‘Humans of New York’ Photographer Took His Project Global

A decade ago, Brandon Stanton took his first few photos and listened to the first few stories that would eventually become the Humans of New York viral sensation. Following that success, Stanton decided to see if that idea could travel.

Speaking about his original project, Stanton says that it wasn’t necessarily the quality of the image that made his work so popular.

“It wasn’t necessarily the photography itself that was interesting to people, it was meeting a stranger,” Stanton says to CBS Sunday Morning. “When you sit down there with somebody on the street even if you’re a stranger and you go to that place, you’re seeing a part of them that nobody else has seen before, and it’s extremely powerful.”

Stanton was able to highlight the viscerally real lives of actual people, not the scripted reality that is often portrayed on social media.

“Weakness, doubt, struggle, the opposite of everything that we broadcast every single day which is accomplishment, pride, ego,” Stanton says.

“Is a foreigner with a camera not only going to be able to stop people randomly but have any sort of meaningful and substantive conversation with these people that would somehow provide the same sort of depth and nuance that my work in New York provided,” Stanton wondered when he considered taking his project global.

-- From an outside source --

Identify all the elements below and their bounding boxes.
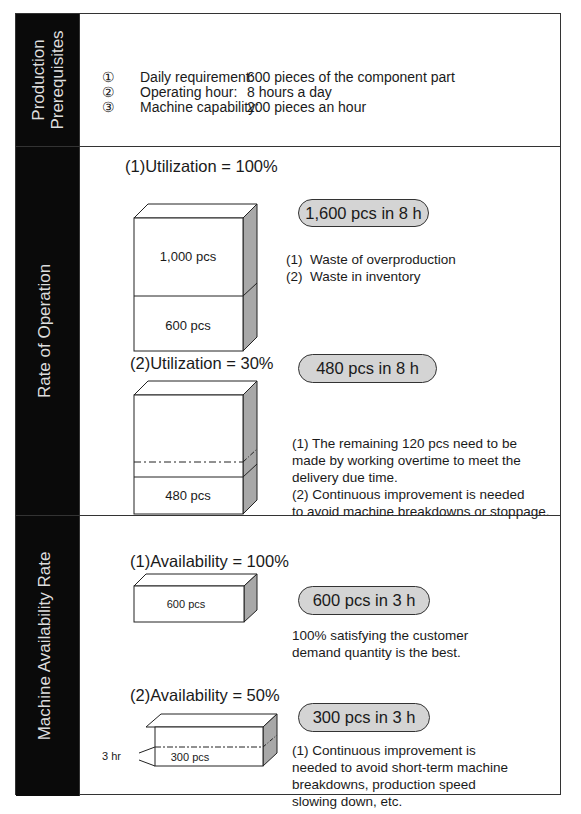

Despite language and cultural barries, the answer to that question seems to be “yes.”

Stanton has traveled to more than 40 countries over the course of the last several years while working on this latest book.

“One thing that is indivisible and that everyone feels the same way is pain. and what causes pain in people’s lives is different,” Stanton says. “But if you’re looking across the world at somebody in a village in Africa who just lost their mother and they’re expressing that in a real authentic way, I don’t care how different the details are, the pain is the same and you can feel it and connect with that person.”

Stanton’s perspective on highlighting the connection of pain in the human experience is both depressing and uplifting. In one sense, it hurts to hear about the suffering of others. But on the other hand, empathizing with that pain can help relieve it.

You can find Brandon Stanton’s book Humans here, and view many of the photos and people he met around the world here.